Thursday 25 December 2014

Moment of Truce

Several Christmas messages and articles this year have chosen to focus on the unofficial truce between British and German troops, where soldiers put down their weapons and played football instead,  sharing food, cigarettes and general festive cheer.
Despite being commonly over romanticised it's a heart warming story of people on the ground seeing a folly that those in positions of power do not.
It's fashionable now to criticise the generals for their incompetence and arrogance, but they were only truly dangerous because people were prepared to heed them.
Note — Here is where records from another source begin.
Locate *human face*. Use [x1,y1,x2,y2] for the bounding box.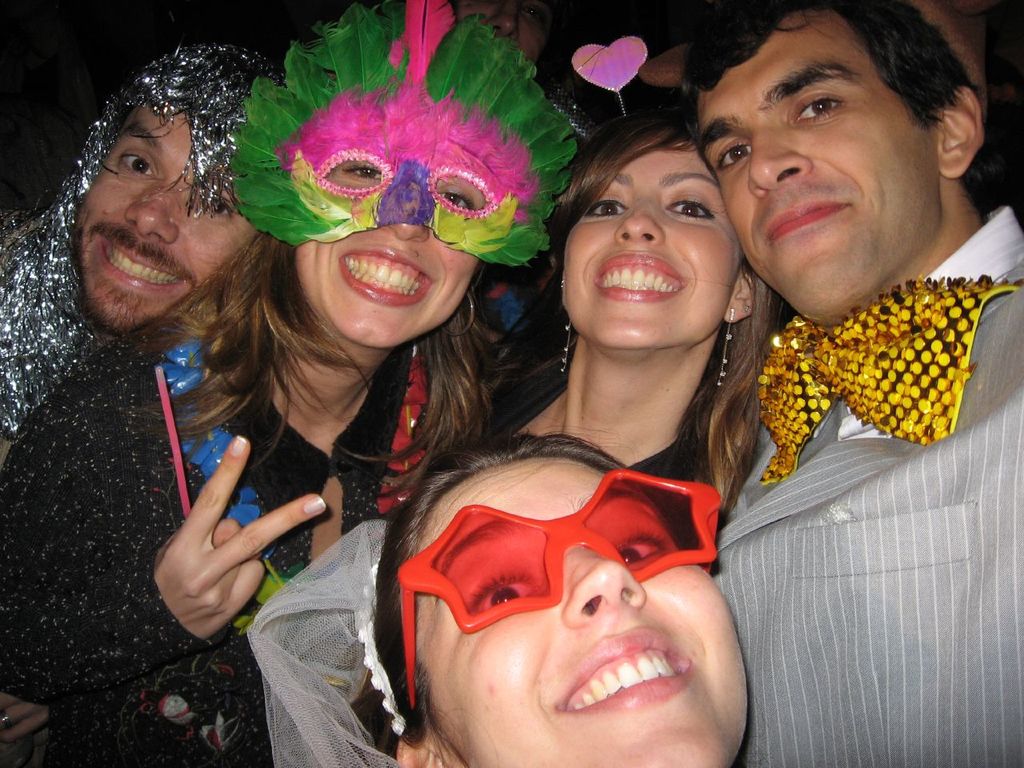
[294,157,487,346].
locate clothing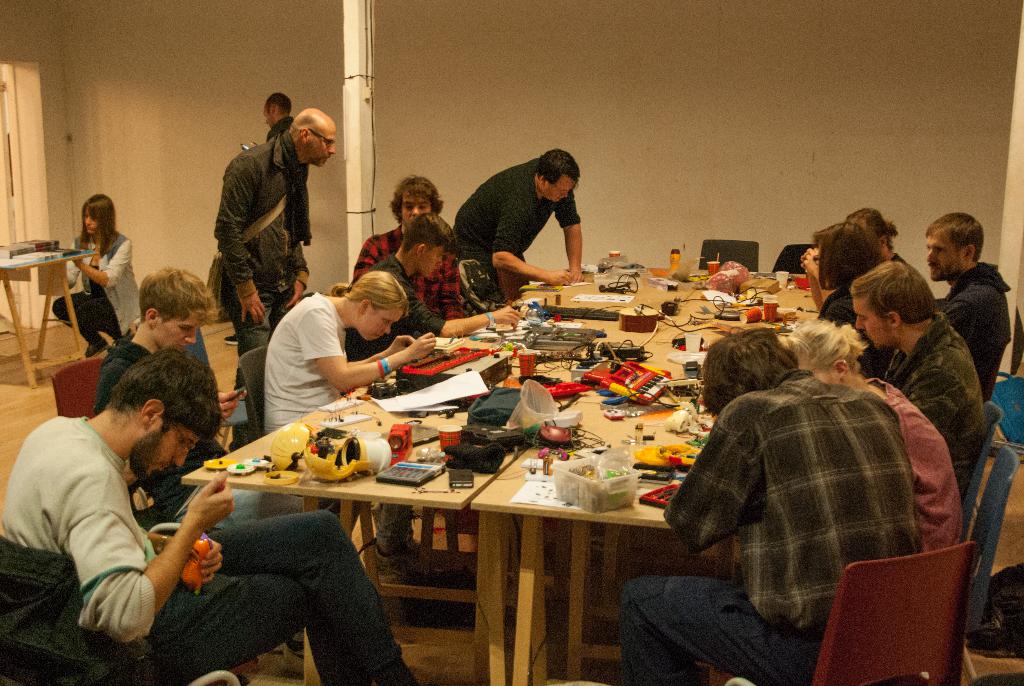
region(213, 129, 311, 436)
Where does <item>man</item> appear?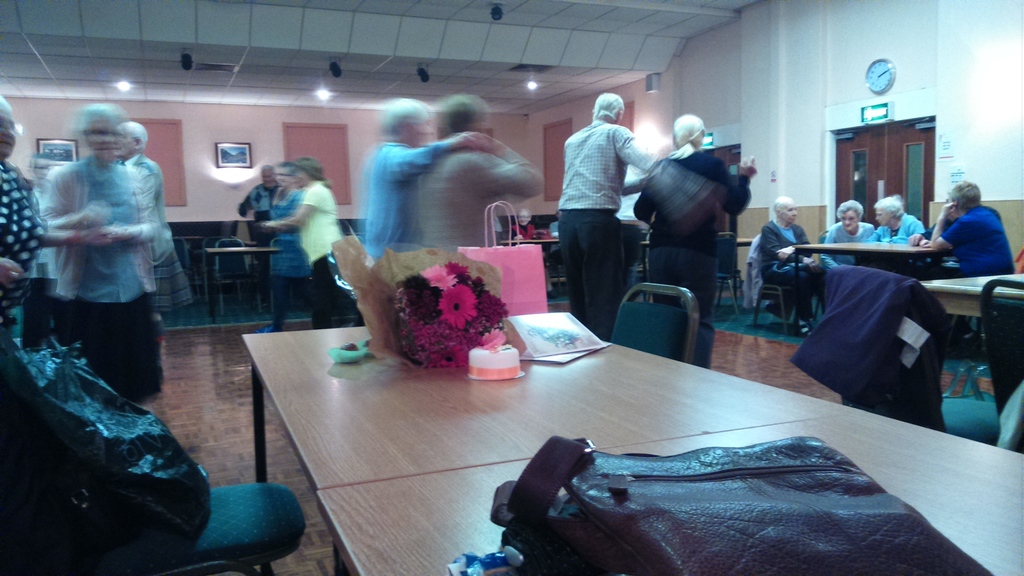
Appears at left=758, top=197, right=826, bottom=339.
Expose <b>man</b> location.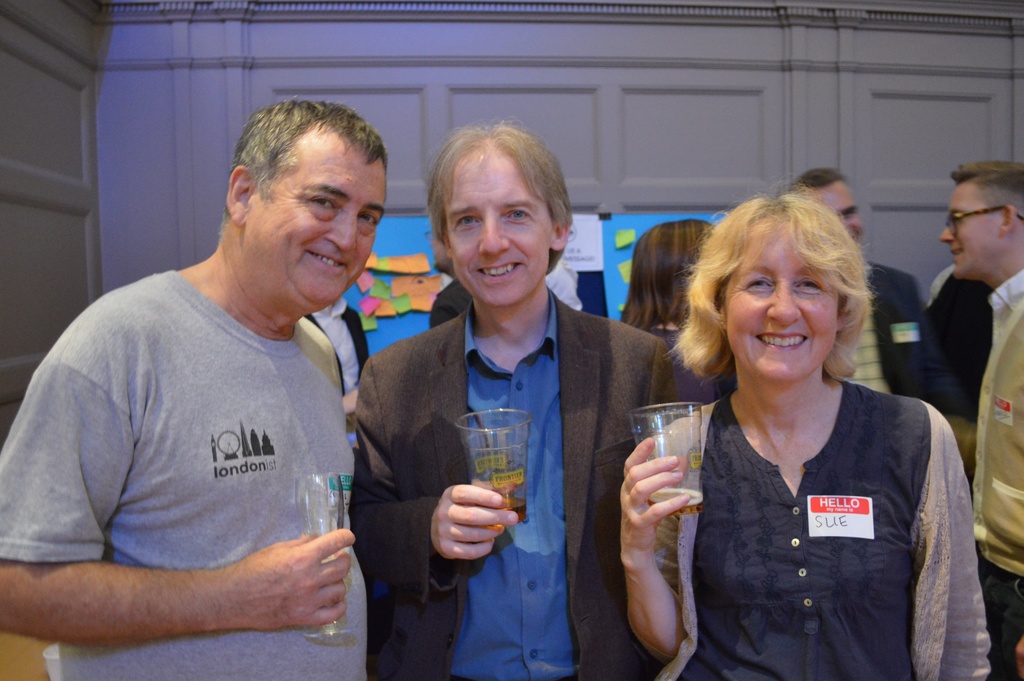
Exposed at [x1=796, y1=170, x2=934, y2=405].
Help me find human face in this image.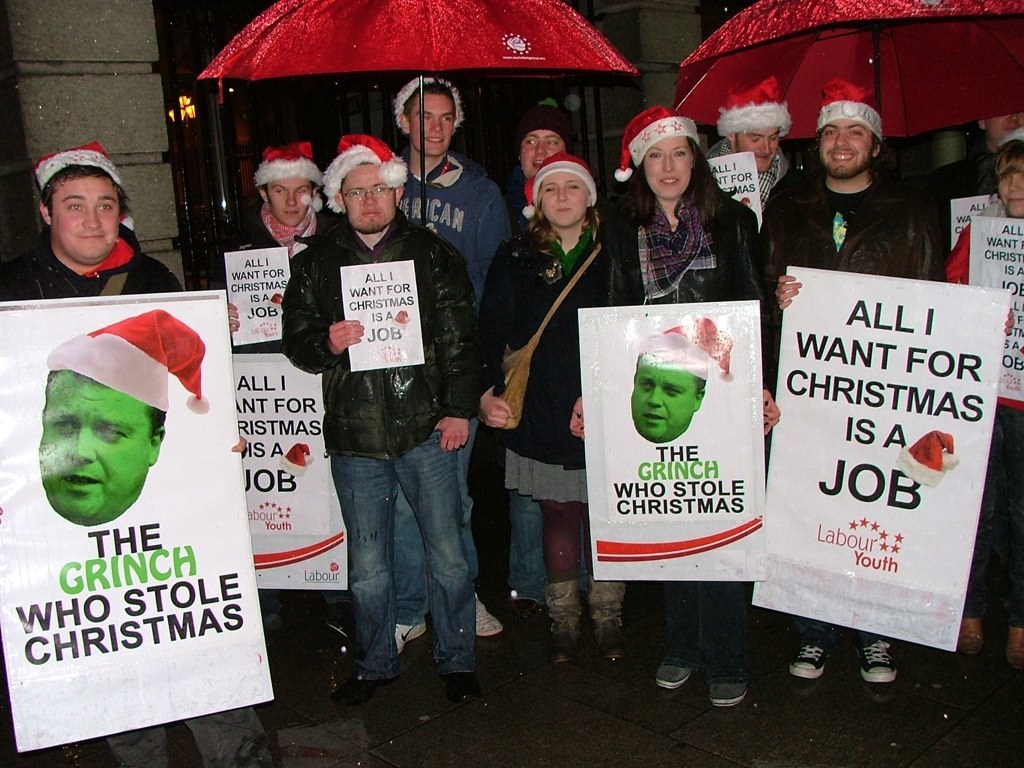
Found it: box(639, 131, 693, 201).
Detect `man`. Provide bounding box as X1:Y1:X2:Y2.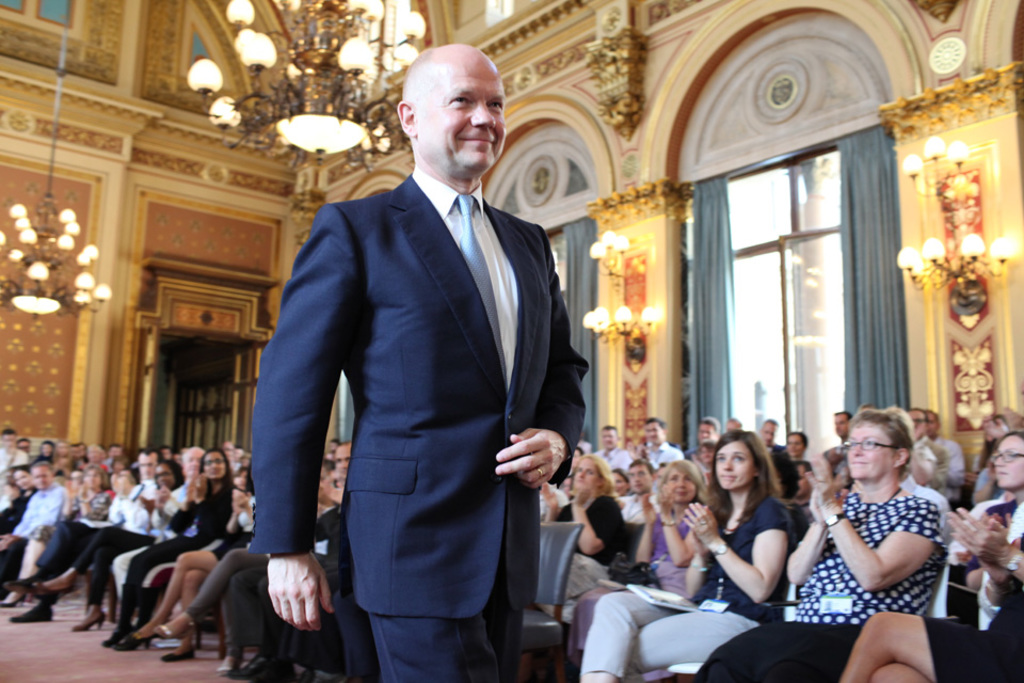
821:411:850:482.
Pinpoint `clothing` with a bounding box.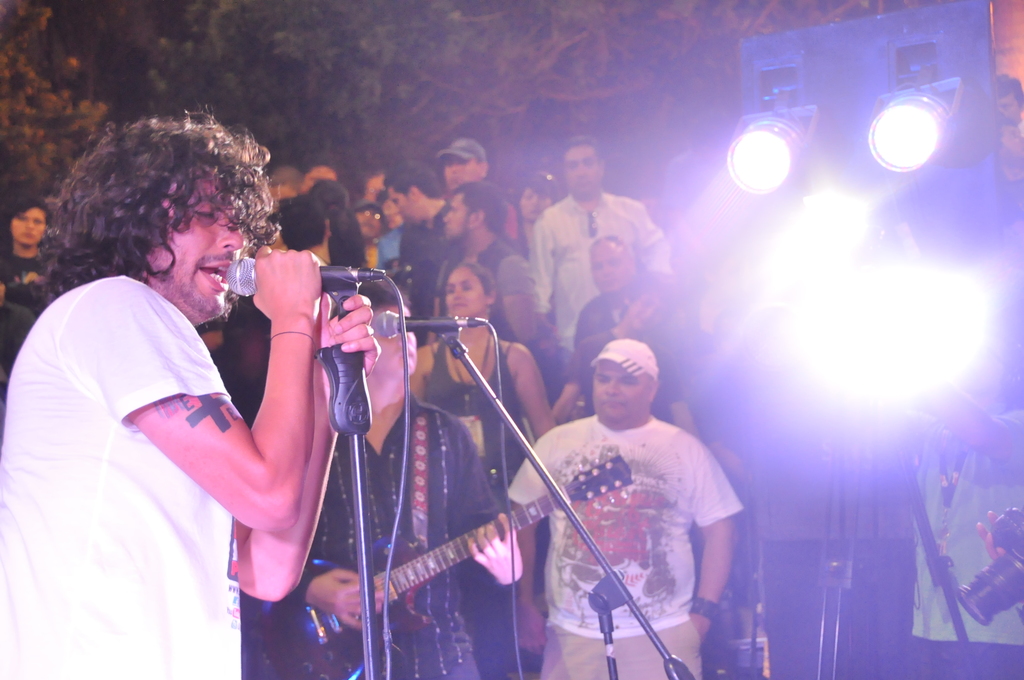
locate(426, 349, 525, 499).
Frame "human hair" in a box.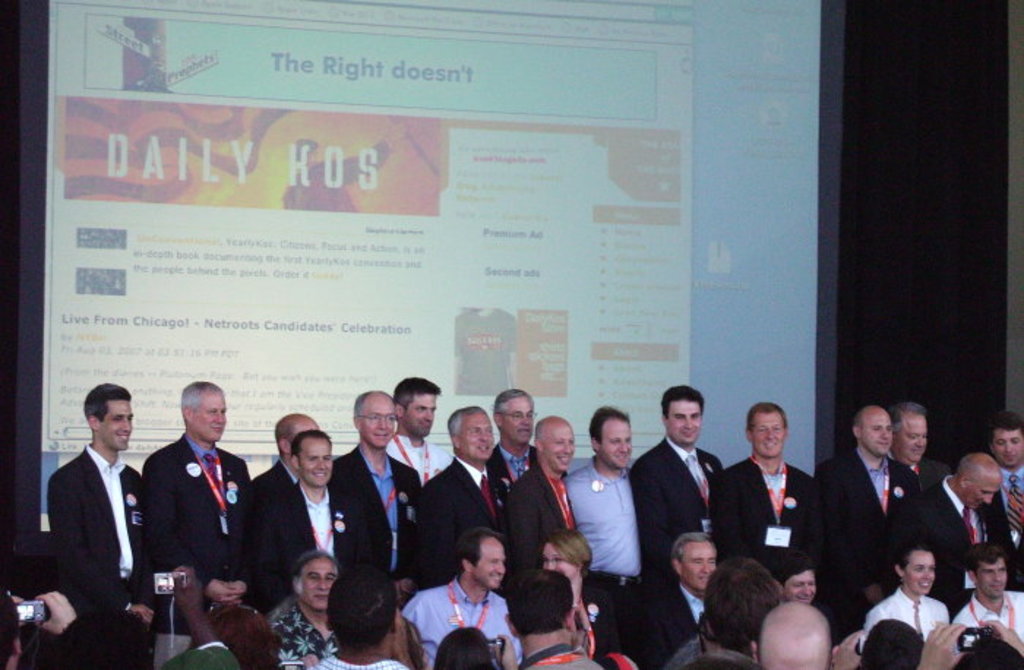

When I reflect on this though, it becomes sad more than it is heart warming. It is an inherently sad proposition that we celebrate some of the world's most advanced countries temporarily suspending the mass slaughter of each other's youth during the season of goodwill in their shared religion. And it is sad that even with nobody to shoot at these young men were kept hundreds of miles from their homes and loved ones.
Saddest of all however that after they had defied the authorities to meet and fraternise with each other, they returned to their respective sides, picked up their arms and resumed what was to become one of the most brutal and destructive conflicts in history which achieved nothing positive for any of the original protagonists.
They could so easily have returned to their homes and averted so much of this damage - the ruination of Germany that would eventually lead to the second world war, the hasty overthrow of the Russian monarchy which led directly to the horrors of the Soviet Union and the decline of France and Britain to the point that neither will able to effectively thwart the rise of fascism or contain Germany, even bound by sanctions and struggling economically as it was.
It's of course impossible to measure the impact any of these things or say with certainty that modern Europe would be a better place had World War 1 not happened, but it seems highly likely that it would be a much better place,  and that just a small step further through an already open door would have spared us this gruesome episode.